Winter Garden Tips for 2020
Jack McKinnon
Still sheltering in place, still wearing masks, still socially distancing and still gardening. In gardening we take seemingly stable inert ingredients add water a plant maybe some colorful pot and a bit of fertilizer and, voila, beauty or beauty and food.
Sometimes our potted plant idea even makes it into a magazine or YouTube video. The concept of control over nature lives even as nature in the form of a pandemic tries to alter our lives and our livelihood.
Where the human condition comes in and adaptation takes place is of note in that we can create ways of not only surviving the pandemic but of flourishing while it is taking lives and disrupting our whole culture. When restaurants close, market prices go up and supplies of luxury items go down, we can learn new and different ways to prepare our own food, grow our own high quality flowers and vegetables for our shelter in place. We can also learn to appreciate our environment more while visiting places in nature rather than crowded cities.
This season’s winter tips below look at ways to interact with our gardens, other gardens and even professionally relate to gardens in order to mitigate our lower income due to the pandemic. Here are the tips.
Good gardening
Jack McKinnon is a Garden Coach and worked for Sunset Magazine for 12 years. He teaches Garden Coaching and can be reached at 650-455-0687.
Jack McKinnon
Still sheltering in place, still wearing masks, still socially distancing and still gardening. In gardening we take seemingly stable inert ingredients add water a plant maybe some colorful pot and a bit of fertilizer and, voila, beauty or beauty and food.
Sometimes our potted plant idea even makes it into a magazine or YouTube video. The concept of control over nature lives even as nature in the form of a pandemic tries to alter our lives and our livelihood.
Where the human condition comes in and adaptation takes place is of note in that we can create ways of not only surviving the pandemic but of flourishing while it is taking lives and disrupting our whole culture. When restaurants close, market prices go up and supplies of luxury items go down, we can learn new and different ways to prepare our own food, grow our own high quality flowers and vegetables for our shelter in place. We can also learn to appreciate our environment more while visiting places in nature rather than crowded cities.
This season’s winter tips below look at ways to interact with our gardens, other gardens and even professionally relate to gardens in order to mitigate our lower income due to the pandemic. Here are the tips.
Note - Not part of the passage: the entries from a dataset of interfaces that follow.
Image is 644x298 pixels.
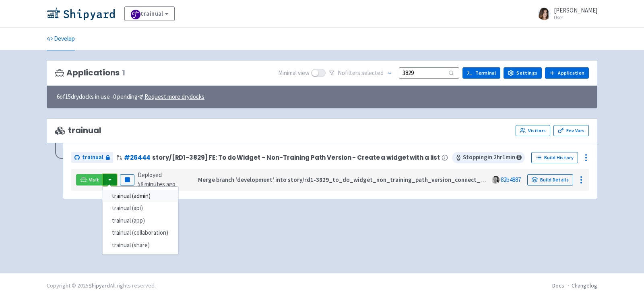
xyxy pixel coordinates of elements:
button: Pause [120,174,134,185]
a: Visitors [516,125,550,136]
a: Build Details [527,174,573,185]
a: Shipyard [88,282,110,289]
a: Build History [531,152,578,163]
a: Terminal [462,67,500,79]
a: Docs [552,282,564,289]
span: Visit [89,176,99,183]
a: trainual (share) [102,239,178,251]
img: Shipyard logo [47,7,115,20]
a: #26444 [124,153,151,162]
a: 82b4887 [500,176,520,183]
small: User [553,15,597,20]
a: trainual [71,152,113,163]
div: Copyright © 2025 All rights reserved. [47,281,156,290]
a: Application [545,67,589,79]
span: story/[RD1-3829] FE: To do Widget – Non-Training Path Version - Create a widget with a list [152,154,440,161]
h3: Applications [55,68,125,78]
a: Env Vars [553,125,589,136]
span: trainual [55,126,101,135]
span: Stopping in 2 hr 1 min [452,152,525,163]
span: [PERSON_NAME] [553,7,597,14]
span: No filter s [338,68,383,78]
a: trainual (api) [102,202,178,214]
span: Minimal view [278,68,310,78]
a: trainual [124,7,175,21]
span: 1 [122,68,125,78]
a: Visit [76,174,104,185]
input: Search... [399,67,459,78]
span: trainual [82,153,104,162]
u: Request more drydocks [144,93,204,100]
strong: Merge branch 'development' into story/rd1-3829_to_do_widget_non_training_path_version_connect_wit... [198,176,518,183]
time: 58 minutes ago [138,180,176,188]
span: Deployed [138,171,176,188]
span: selected [362,69,383,77]
a: trainual (app) [102,214,178,227]
a: Develop [47,28,75,50]
a: [PERSON_NAME] User [533,7,597,20]
a: trainual (collaboration) [102,226,178,239]
a: Changelog [571,282,597,289]
a: trainual (admin) [102,190,178,202]
span: 6 of 15 drydocks in use - 0 pending [57,92,204,102]
a: Settings [504,67,542,79]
- Do big cleanup jobs now. Clean up debris, old dying plants, bed soil and other messes around the garden.
- Now is the time for winter pruning especially deciduous bushes and trees.
- Prepare beds for winter planting by taking out last season’s plantings, amending with compost, raking out the soil and fertilizing.
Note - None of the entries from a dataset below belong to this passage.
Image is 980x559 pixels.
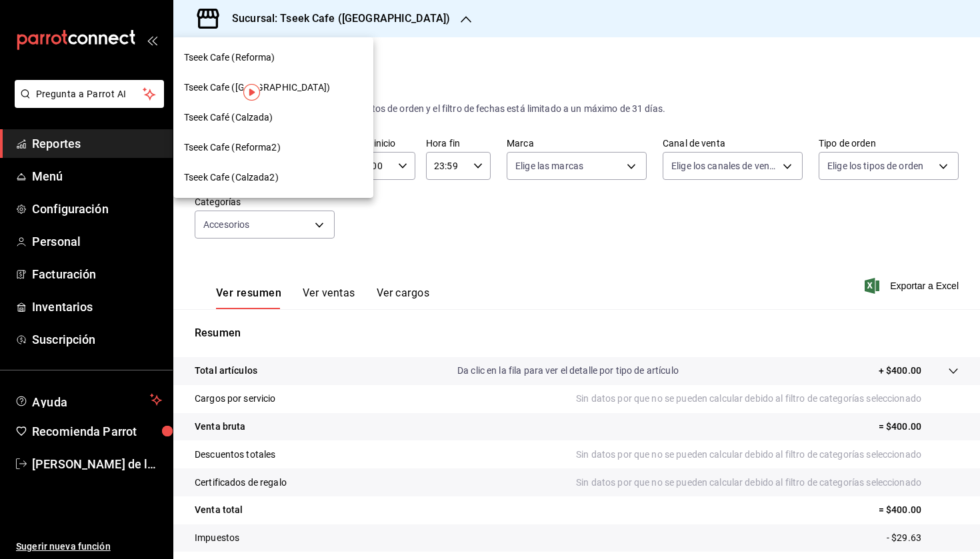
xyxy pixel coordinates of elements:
span: Tseek Cafe (Calzada2) [184,171,278,184]
div: Tseek Café (Calzada) [173,103,374,133]
img: Tooltip marker [243,84,260,101]
span: Tseek Cafe (Reforma) [184,51,275,64]
span: Tseek Cafe ([GEOGRAPHIC_DATA]) [184,80,330,95]
div: Tseek Cafe (Calzada2) [173,163,374,192]
span: Tseek Café (Calzada) [184,111,273,125]
div: Tseek Cafe ([GEOGRAPHIC_DATA]) [173,72,374,103]
span: Tseek Cafe (Reforma2) [184,141,281,155]
div: Tseek Cafe (Reforma2) [173,133,374,163]
div: Tseek Cafe (Reforma) [173,43,374,72]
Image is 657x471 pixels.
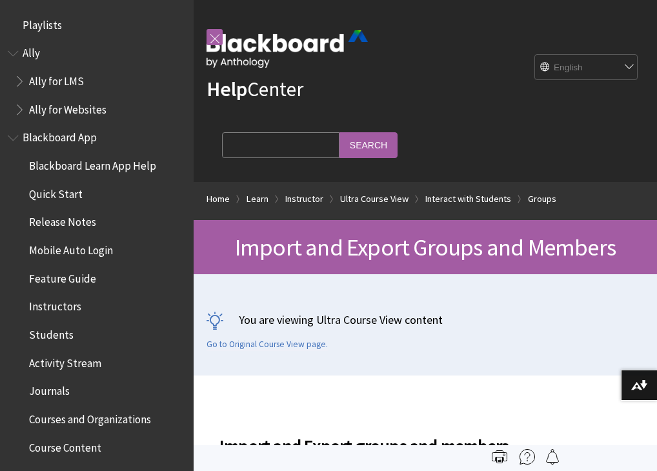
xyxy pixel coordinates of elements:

- Plant winter plants such as Snapdragons, Primula, Pansies, Violas, Cyclamen, Iceland poppies and Chrysanthemums.
- If you have bulbs plant them now. If you don’t, check nurseries and buy them when they come in.
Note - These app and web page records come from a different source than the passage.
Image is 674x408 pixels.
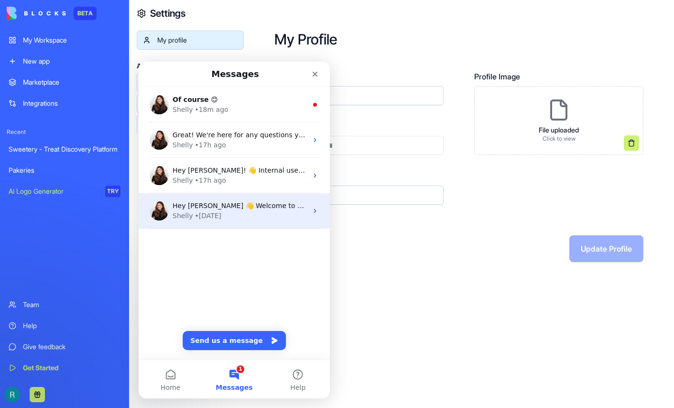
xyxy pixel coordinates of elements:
span: Home [22,322,42,329]
div: Sweetery - Treat Discovery Platform [9,144,121,154]
div: AI Logo Generator [9,187,99,196]
a: BETA [7,7,97,20]
div: My profile [157,35,238,45]
div: File uploadedClick to view [474,86,644,155]
h2: My Profile [275,31,644,48]
div: Pakeries [9,165,121,175]
a: New app [3,52,126,71]
label: Email [275,121,444,132]
a: Integrations [3,94,126,113]
div: Give feedback [23,342,121,352]
label: Full Name [275,71,444,82]
a: Get Started [3,358,126,377]
iframe: Intercom live chat [139,62,330,398]
button: Send us a message [44,269,147,288]
div: Integrations [23,99,121,108]
img: Profile image for Shelly [11,140,30,159]
label: Profile Image [474,71,644,82]
div: BETA [74,7,97,20]
h4: Settings [150,7,186,20]
a: Give feedback [3,337,126,356]
div: Team [23,300,121,309]
a: Billing [137,115,244,134]
button: Help [128,298,191,337]
img: ACg8ocIQaqk-1tPQtzwxiZ7ZlP6dcFgbwUZ5nqaBNAw22a2oECoLioo=s96-c [5,387,20,402]
span: Help [152,322,167,329]
a: AI Logo GeneratorTRY [3,182,126,201]
p: Click to view [539,135,579,143]
span: Hey [PERSON_NAME] 👋 Welcome to Blocks 🙌 I'm here if you have any questions! [34,140,311,148]
span: Admin [137,61,244,71]
div: Get Started [23,363,121,373]
span: Recent [3,128,126,136]
div: New app [23,56,121,66]
img: logo [7,7,66,20]
span: Messages [77,322,114,329]
div: TRY [105,186,121,197]
a: My Workspace [3,31,126,50]
span: Great! We're here for any questions you have :) [34,69,194,77]
a: Team [3,295,126,314]
a: Sweetery - Treat Discovery Platform [3,140,126,159]
a: Help [3,316,126,335]
div: Shelly [34,149,54,159]
div: • [DATE] [56,149,83,159]
button: Messages [64,298,127,337]
label: Phone [275,170,444,182]
a: My profile [137,31,244,50]
a: Members [137,94,244,113]
div: • 17h ago [56,78,87,88]
p: File uploaded [539,125,579,135]
a: My account [137,73,244,92]
div: Help [23,321,121,331]
div: Marketplace [23,77,121,87]
img: Profile image for Shelly [11,104,30,123]
a: Pakeries [3,161,126,180]
a: Marketplace [3,73,126,92]
div: • 17h ago [56,114,87,124]
div: My Workspace [23,35,121,45]
div: Shelly [34,114,54,124]
div: Shelly [34,78,54,88]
- Replace soil in planters and plant with flowers or veggies like lettuce, peas, sweet peas, kale, artichokes or greens like arugula, mustard, wasabi and parsley.
- Gardening for others is and has always been a friendly pastime. Ask if you can volunteer to help. It’s good if you know what you’re doing.
- Want a new profession? Weed pulling pays $25 an hour and goes up from there!
- Learn landscape design by taking some classes and practice. It pays $100 per hour once you get your business going.
- Garden coaching is for master gardeners who relate well with homeowners and other gardeners. That starts at $150 an hour and goes up in proportion to how much you help the client save money.
Good gardening
Jack McKinnon is a Garden Coach and worked for Sunset Magazine for 12 years. He teaches Garden Coaching and can be reached at 650-455-0687.